The state of New Mexico is expected to take a major financial hit under executive orders issued by President Joe Biden to fight climate change, including a moratorium on new oil and gas leases on federal lands.
But the impact may not be felt right away.
After a presentation Tuesday by a chief economist and other state officials, as well as representatives from the oil and gas industry, the new chairman of the Senate Finance Committee said the budget for the upcoming fiscal year will see little, if any, impact. “But in the next years, you will see a great decline,” said Sen.
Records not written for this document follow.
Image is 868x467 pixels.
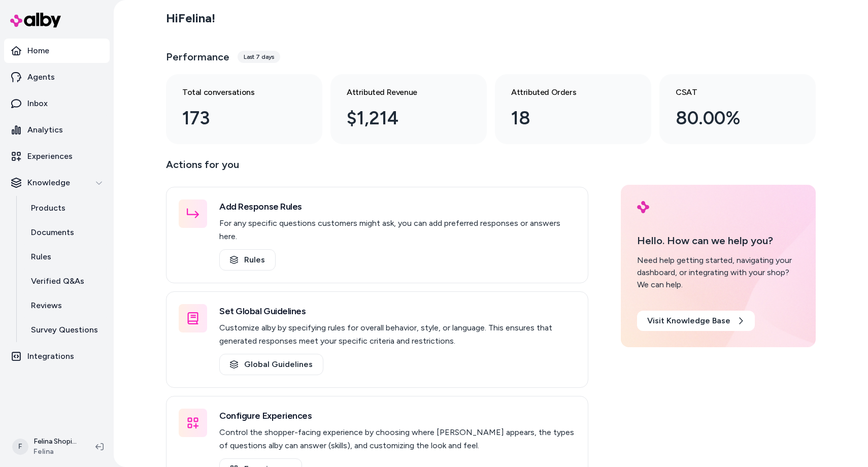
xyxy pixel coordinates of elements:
button: Knowledge [4,170,109,195]
p: Analytics [27,124,63,136]
h3: Set Global Guidelines [220,304,576,318]
button: FFelina ShopifyFelina [6,430,88,463]
a: Visit Knowledge Base [637,310,755,331]
p: Survey Questions [31,324,98,336]
p: Knowledge [27,176,70,189]
p: Agents [27,71,55,83]
a: Home [4,38,109,63]
p: Verified Q&As [31,275,84,287]
div: 80.00% [676,105,783,132]
p: Rules [31,251,51,263]
a: Experiences [4,144,109,168]
a: Global Guidelines [220,353,324,375]
a: Reviews [21,293,109,318]
a: Verified Q&As [21,269,109,293]
a: Products [21,196,109,220]
img: alby Logo [10,13,61,27]
h2: Hi Felina ! [166,11,215,26]
p: Reviews [31,299,62,312]
a: CSAT 80.00% [659,74,816,144]
a: Integrations [4,344,109,369]
h3: Performance [166,50,229,64]
img: alby Logo [637,201,649,213]
div: 18 [511,105,619,132]
p: Customize alby by specifying rules for overall behavior, style, or language. This ensures that ge... [220,321,576,347]
p: For any specific questions customers might ask, you can add preferred responses or answers here. [220,217,576,243]
p: Actions for you [166,157,588,181]
h3: CSAT [676,86,783,98]
h3: Total conversations [182,86,290,98]
h3: Add Response Rules [220,200,576,213]
p: Documents [31,226,74,239]
a: Documents [21,220,109,245]
a: Attributed Orders 18 [495,74,651,144]
h3: Configure Experiences [220,408,576,423]
div: 173 [182,105,290,132]
a: Survey Questions [21,318,109,342]
div: $1,214 [347,105,454,132]
p: Control the shopper-facing experience by choosing where [PERSON_NAME] appears, the types of quest... [220,426,576,452]
a: Attributed Revenue $1,214 [330,74,487,144]
a: Total conversations 173 [166,74,322,144]
div: Need help getting started, navigating your dashboard, or integrating with your shop? We can help. [637,254,800,291]
a: Inbox [4,92,109,116]
a: Rules [21,245,109,269]
a: Analytics [4,118,109,142]
a: Rules [220,249,276,271]
p: Experiences [27,150,73,163]
span: F [12,438,29,455]
p: Inbox [27,98,48,109]
p: Home [27,44,49,57]
h3: Attributed Revenue [347,86,454,98]
span: Felina [34,446,79,457]
a: Agents [4,65,109,90]
div: Last 7 days [237,51,280,63]
h3: Attributed Orders [511,86,619,98]
p: Integrations [27,350,74,362]
p: Products [31,202,66,214]
p: Felina Shopify [34,436,79,446]
p: Hello. How can we help you? [637,233,800,248]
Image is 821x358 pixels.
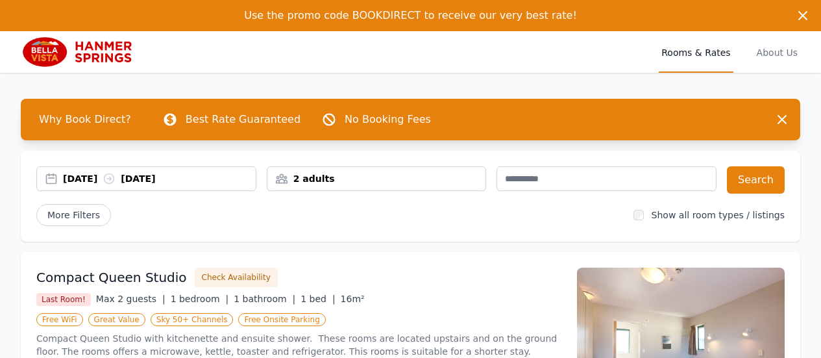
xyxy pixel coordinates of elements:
button: Search [727,166,785,193]
span: 1 bathroom | [234,293,295,304]
p: Best Rate Guaranteed [186,112,300,127]
button: Check Availability [195,267,278,287]
span: More Filters [36,204,111,226]
p: No Booking Fees [345,112,431,127]
div: [DATE] [DATE] [63,172,256,185]
span: Max 2 guests | [96,293,165,304]
a: Rooms & Rates [659,31,733,73]
span: Use the promo code BOOKDIRECT to receive our very best rate! [244,9,577,21]
span: 16m² [341,293,365,304]
span: 1 bedroom | [171,293,229,304]
h3: Compact Queen Studio [36,268,187,286]
span: Sky 50+ Channels [151,313,234,326]
img: Bella Vista Hanmer Springs [21,36,146,67]
span: Free Onsite Parking [238,313,325,326]
span: 1 bed | [300,293,335,304]
div: 2 adults [267,172,486,185]
span: Free WiFi [36,313,83,326]
a: About Us [754,31,800,73]
label: Show all room types / listings [652,210,785,220]
span: Last Room! [36,293,91,306]
span: Why Book Direct? [29,106,141,132]
span: Great Value [88,313,145,326]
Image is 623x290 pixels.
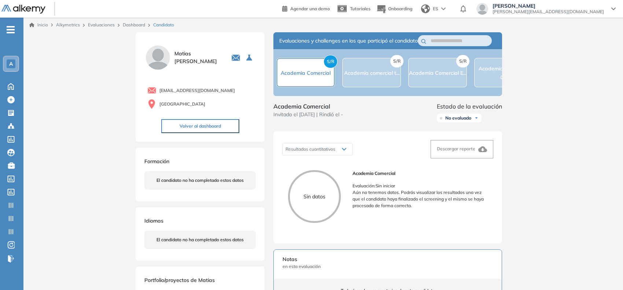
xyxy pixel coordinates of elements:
[159,87,235,94] span: [EMAIL_ADDRESS][DOMAIN_NAME]
[437,146,475,151] span: Descargar reporte
[9,61,13,67] span: A
[56,22,80,27] span: Alkymetrics
[352,182,487,189] p: Evaluación : Sin iniciar
[281,70,330,76] span: Academia Comercial
[29,22,48,28] a: Inicio
[433,5,438,12] span: ES
[156,236,244,243] span: El candidato no ha completado estos datos
[290,193,339,200] p: Sin datos
[273,102,343,111] span: Academia Comercial
[174,50,222,65] span: Matias [PERSON_NAME]
[159,101,205,107] span: [GEOGRAPHIC_DATA]
[390,55,403,67] span: S/R
[492,9,604,15] span: [PERSON_NAME][EMAIL_ADDRESS][DOMAIN_NAME]
[156,177,244,183] span: El candidato no ha completado estos datos
[144,158,169,164] span: Formación
[323,55,337,68] span: S/R
[290,6,330,11] span: Agendar una demo
[7,29,15,30] i: -
[123,22,145,27] a: Dashboard
[1,5,45,14] img: Logo
[352,189,487,209] p: Aún no tenemos datos. Podrás visualizar los resultados una vez que el candidato haya finalizado e...
[430,140,493,158] button: Descargar reporte
[437,102,502,111] span: Estado de la evaluación
[441,7,445,10] img: arrow
[144,217,163,224] span: Idiomas
[153,22,174,28] span: Candidato
[144,277,215,283] span: Portfolio/proyectos de Matias
[282,255,493,263] span: Notas
[273,111,343,118] span: Invitado el [DATE] | Rindió el -
[376,1,412,17] button: Onboarding
[478,65,528,81] span: Academia Comercial C...
[352,170,487,177] span: Academia Comercial
[409,70,466,76] span: Academia Comercial E...
[350,6,370,11] span: Tutoriales
[492,3,604,9] span: [PERSON_NAME]
[456,55,469,67] span: S/R
[421,4,430,13] img: world
[445,115,471,121] span: No evaluado
[282,263,493,270] span: en esta evaluación
[344,70,399,76] span: Academia comercial t...
[388,6,412,11] span: Onboarding
[474,116,478,120] img: Ícono de flecha
[88,22,115,27] a: Evaluaciones
[279,37,418,45] span: Evaluaciones y challenges en los que participó el candidato
[161,119,239,133] button: Volver al dashboard
[282,4,330,12] a: Agendar una demo
[144,44,171,71] img: PROFILE_MENU_LOGO_USER
[285,146,335,152] span: Resultados cuantitativos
George Muñoz, (D-Gallup). “So as [lawmakers file requests for] recurring money or send bills to us, be prepared to look to the future and what that looks like because if we add additional money and recurring money, cutting will not be any fun at all.”
Ryan Flynn, president and CEO of the New Mexico Oil & Gas Association, told committee members a study of the economic consequences of a federal leasing ban found that $1.5 billion of revenue could be at stake.
“Why would a one-year moratorium or a multiple-year moratorium impact us in New Mexico?” he asked. “Well, the shale play that New Mexico has benefited from over the last couple of years has highly productive wells. But those wells rapidly decline over the first three years. So, in order to offset that decline in production associated with shale wells, we need to be consistently bringing new production online in order to sustain the pace of that production.”
Flynn said more than 54 percent of the total oil and gas revenue the state receives comes from revenue generated by federal lands.
Concerns about the financial impact on state coffers — the oil and gas industry contributes as much as $3 billion a year to the state budget — come as Sen. Antoinette Sedillo Lopez, D-Albuquerque, pushes for the third time a bill that would ban the issuance of new fracking permits for four years. The bill seeks research on the environmental impacts of fracking, among other areas of study. Robert McEntyre, a spokesman for the Oil & Gas Association, said Sedillo Lopez’s bill is “parading as a fact-finding mission” but is “really geared toward a political objective.”
Flynn said a Department of the Interior order mandating a 60-day moratorium on approvals of new drilling permits and other regulatory documents is of greater concern, at least in the short term. He said it will have “the most significant immediate impact on existing operations in New Mexico.”
“There are numerous companies in New Mexico who either had permits that were issued and then revoked in the last week or who had permits that were issued and drilled wells, and then they’re unable to actually connect those wells to pipelines so that they can transport the oil or capture the gas,” he said. “There’s a lot of routine authorizations that are the bread and butter of the Bureau of Land Management that have now essentially ground to a halt.”